So voracious is its appetite and so successful is it as a hunter that Doctor Slingerland of Cornell has introduced the eggs of a species of this mantis from Europe and distributed them among his friends in the Northern states as a beneficial insect.
To kill a praying mantis has been in Mohammedan countries almost as great a crime as it is to kill an albatross at sea, but this was not because it kills the swarms of flies so common in those lands, but rather because of the prayerful attitude made necessary by its fiercely spined and powerful front legs.
Its head is so loosely set on its long neck, or thorax, that it can move it from side to side with the greatest ease. Fabre declares that “the mantis is alone among all the insects in directing its attention to inanimate things. It inspects, it examines, it has almost a physiognomy.”
Perhaps one is warranted in having a feeling of repugnance toward the mantis, for no other living creature has more horrible habits. There has always been something horrible about the cannibalism of human beings who ate their enemies killed in battle, but this has never seemed so revolting as the practice of the Fijians who killed members of their own tribe in cold blood for purposes of the cannibal feast. The female mantis goes a step farther than this, for she begins eating her lover even before the courtship is over.
There is nothing about the spiders, terrifying though they must appear to their defenseless prey, to indicate that they try consciously to frighten their victims, but the mantis, by spreading out its wings and curling up its abdomen, and raising its talon-tipped, spiny legs, seems to deliberately petrify with terror the cricket or grasshopper which comes within its reach.
THE ORDER OF THE BUGS
(Hemiptera)
How blind mankind must seem to the insect world! To look at beetles with their massive jaws and armor-plated bodies, or flies with their gauzy wings, or grasshoppers with their long jumping legs and then class them all as bugs, must seem to them incomprehensible, for to be a bug, an insect must have a sharp pointed beak, whatever else it has. It may or may not have wings, it may have a larval stage or it may not, but if it hasn’t a beak and can’t suck then it can’t be classed as a true bug.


Scan the records below. Copy every line in which the word "JanFebMarAprMayJunJulAugSepOctNovDec" appears.

■ Information given ■
▽

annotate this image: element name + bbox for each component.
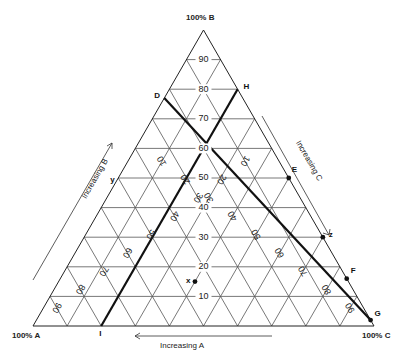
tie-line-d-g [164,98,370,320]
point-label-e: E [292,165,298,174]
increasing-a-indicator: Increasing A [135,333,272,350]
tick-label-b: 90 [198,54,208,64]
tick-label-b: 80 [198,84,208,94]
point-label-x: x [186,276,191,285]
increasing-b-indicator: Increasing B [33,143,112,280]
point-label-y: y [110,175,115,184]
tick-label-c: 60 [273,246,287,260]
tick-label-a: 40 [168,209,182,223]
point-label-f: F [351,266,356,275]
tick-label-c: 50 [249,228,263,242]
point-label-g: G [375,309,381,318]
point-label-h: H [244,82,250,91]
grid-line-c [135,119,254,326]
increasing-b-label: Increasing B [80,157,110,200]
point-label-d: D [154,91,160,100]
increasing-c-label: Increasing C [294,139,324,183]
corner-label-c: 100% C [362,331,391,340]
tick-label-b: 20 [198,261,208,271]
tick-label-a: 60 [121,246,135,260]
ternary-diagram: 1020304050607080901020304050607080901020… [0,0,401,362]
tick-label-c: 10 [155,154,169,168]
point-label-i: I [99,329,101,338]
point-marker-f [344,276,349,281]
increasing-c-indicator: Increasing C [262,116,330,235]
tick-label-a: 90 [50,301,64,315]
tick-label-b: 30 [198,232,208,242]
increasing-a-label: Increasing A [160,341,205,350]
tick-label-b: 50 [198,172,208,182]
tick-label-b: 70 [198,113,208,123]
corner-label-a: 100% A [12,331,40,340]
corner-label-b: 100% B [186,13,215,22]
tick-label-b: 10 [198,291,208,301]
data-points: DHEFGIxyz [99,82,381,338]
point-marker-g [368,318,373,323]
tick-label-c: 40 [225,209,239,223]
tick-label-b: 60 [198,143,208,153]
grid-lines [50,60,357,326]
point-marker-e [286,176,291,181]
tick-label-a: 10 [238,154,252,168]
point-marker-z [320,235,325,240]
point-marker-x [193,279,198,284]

△
▽

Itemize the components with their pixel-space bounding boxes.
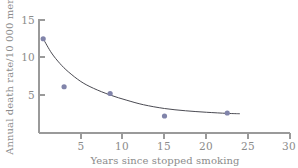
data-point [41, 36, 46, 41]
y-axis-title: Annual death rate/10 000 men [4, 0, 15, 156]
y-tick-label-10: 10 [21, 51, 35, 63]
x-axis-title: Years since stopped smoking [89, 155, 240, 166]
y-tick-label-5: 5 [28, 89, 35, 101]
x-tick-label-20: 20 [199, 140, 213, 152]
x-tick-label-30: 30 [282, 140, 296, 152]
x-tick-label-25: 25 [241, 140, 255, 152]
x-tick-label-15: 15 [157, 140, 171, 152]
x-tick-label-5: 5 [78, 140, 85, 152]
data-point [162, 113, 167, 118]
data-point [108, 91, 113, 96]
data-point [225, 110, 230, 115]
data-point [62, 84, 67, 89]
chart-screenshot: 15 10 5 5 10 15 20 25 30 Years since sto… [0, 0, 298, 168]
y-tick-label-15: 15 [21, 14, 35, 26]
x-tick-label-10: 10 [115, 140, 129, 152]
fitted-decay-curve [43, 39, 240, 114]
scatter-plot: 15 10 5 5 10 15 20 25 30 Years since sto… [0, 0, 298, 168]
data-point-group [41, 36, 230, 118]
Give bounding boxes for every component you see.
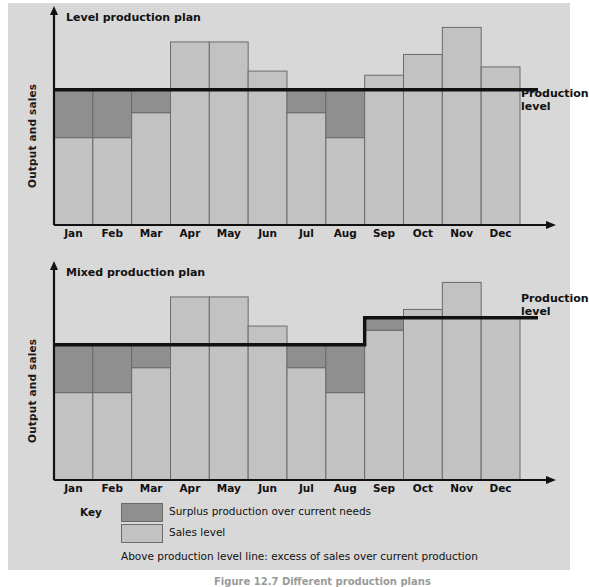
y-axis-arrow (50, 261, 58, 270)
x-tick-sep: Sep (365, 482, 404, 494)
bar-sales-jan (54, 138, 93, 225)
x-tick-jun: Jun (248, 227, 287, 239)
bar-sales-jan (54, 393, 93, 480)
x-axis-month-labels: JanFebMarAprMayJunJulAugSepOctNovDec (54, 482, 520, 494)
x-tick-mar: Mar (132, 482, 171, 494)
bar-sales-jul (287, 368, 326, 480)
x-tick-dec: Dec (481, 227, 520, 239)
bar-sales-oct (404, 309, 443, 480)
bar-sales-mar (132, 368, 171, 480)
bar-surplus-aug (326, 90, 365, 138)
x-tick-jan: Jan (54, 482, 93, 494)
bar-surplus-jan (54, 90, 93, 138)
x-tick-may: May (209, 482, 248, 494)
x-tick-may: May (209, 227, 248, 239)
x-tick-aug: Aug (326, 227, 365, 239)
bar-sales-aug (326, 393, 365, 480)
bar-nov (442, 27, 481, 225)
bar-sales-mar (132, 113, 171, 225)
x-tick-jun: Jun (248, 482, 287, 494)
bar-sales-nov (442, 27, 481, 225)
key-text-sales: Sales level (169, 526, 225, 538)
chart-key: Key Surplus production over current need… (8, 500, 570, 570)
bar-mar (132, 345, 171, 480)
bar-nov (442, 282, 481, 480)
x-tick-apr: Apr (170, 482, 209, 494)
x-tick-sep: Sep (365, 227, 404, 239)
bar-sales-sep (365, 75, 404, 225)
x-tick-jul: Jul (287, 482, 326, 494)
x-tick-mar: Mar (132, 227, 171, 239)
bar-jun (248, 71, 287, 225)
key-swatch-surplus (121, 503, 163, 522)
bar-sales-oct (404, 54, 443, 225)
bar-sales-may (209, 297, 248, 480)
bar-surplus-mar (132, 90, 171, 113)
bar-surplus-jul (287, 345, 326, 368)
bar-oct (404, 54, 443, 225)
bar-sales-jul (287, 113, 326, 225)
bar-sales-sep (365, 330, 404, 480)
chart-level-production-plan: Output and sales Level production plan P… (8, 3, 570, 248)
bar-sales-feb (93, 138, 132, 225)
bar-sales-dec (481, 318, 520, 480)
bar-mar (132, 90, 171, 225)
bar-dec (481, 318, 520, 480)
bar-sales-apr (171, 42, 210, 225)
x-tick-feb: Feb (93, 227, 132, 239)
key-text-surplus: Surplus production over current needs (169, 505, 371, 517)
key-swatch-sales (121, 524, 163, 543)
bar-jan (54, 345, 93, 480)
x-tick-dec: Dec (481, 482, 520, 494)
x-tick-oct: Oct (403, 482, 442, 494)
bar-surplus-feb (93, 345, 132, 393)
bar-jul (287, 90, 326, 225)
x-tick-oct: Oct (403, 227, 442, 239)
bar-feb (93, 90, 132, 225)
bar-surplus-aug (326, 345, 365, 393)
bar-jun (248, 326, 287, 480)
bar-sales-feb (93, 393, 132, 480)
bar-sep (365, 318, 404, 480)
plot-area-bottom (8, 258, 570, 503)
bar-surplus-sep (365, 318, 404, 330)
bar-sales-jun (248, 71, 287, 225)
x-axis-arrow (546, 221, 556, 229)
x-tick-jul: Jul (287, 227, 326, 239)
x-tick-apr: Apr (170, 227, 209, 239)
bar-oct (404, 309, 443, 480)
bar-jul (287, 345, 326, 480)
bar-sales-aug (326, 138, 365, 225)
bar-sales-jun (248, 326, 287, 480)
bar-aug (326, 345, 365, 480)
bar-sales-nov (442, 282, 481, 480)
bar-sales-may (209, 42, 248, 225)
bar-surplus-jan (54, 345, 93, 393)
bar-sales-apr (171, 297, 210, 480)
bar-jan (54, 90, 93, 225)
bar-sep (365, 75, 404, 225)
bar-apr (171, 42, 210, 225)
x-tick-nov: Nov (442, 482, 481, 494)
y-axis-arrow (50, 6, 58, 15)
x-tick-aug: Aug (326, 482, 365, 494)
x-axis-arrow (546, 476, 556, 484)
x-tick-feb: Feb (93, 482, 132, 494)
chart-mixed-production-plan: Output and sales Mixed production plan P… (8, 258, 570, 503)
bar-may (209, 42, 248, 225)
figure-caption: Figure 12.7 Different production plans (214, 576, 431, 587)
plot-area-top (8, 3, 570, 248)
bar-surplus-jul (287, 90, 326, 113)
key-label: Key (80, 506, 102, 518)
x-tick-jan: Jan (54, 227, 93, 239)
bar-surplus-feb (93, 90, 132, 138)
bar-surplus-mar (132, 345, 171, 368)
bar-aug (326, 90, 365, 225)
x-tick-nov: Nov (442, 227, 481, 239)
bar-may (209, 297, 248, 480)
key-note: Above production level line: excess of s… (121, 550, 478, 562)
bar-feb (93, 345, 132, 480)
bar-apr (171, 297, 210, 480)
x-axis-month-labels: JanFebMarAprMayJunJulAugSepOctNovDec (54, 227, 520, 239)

△

■ Response for this exercise ■
x-axis-month-labels: JanFebMarAprMayJunJulAugSepOctNovDec (54, 482, 520, 494)
x-axis-month-labels: JanFebMarAprMayJunJulAugSepOctNovDec (54, 227, 520, 239)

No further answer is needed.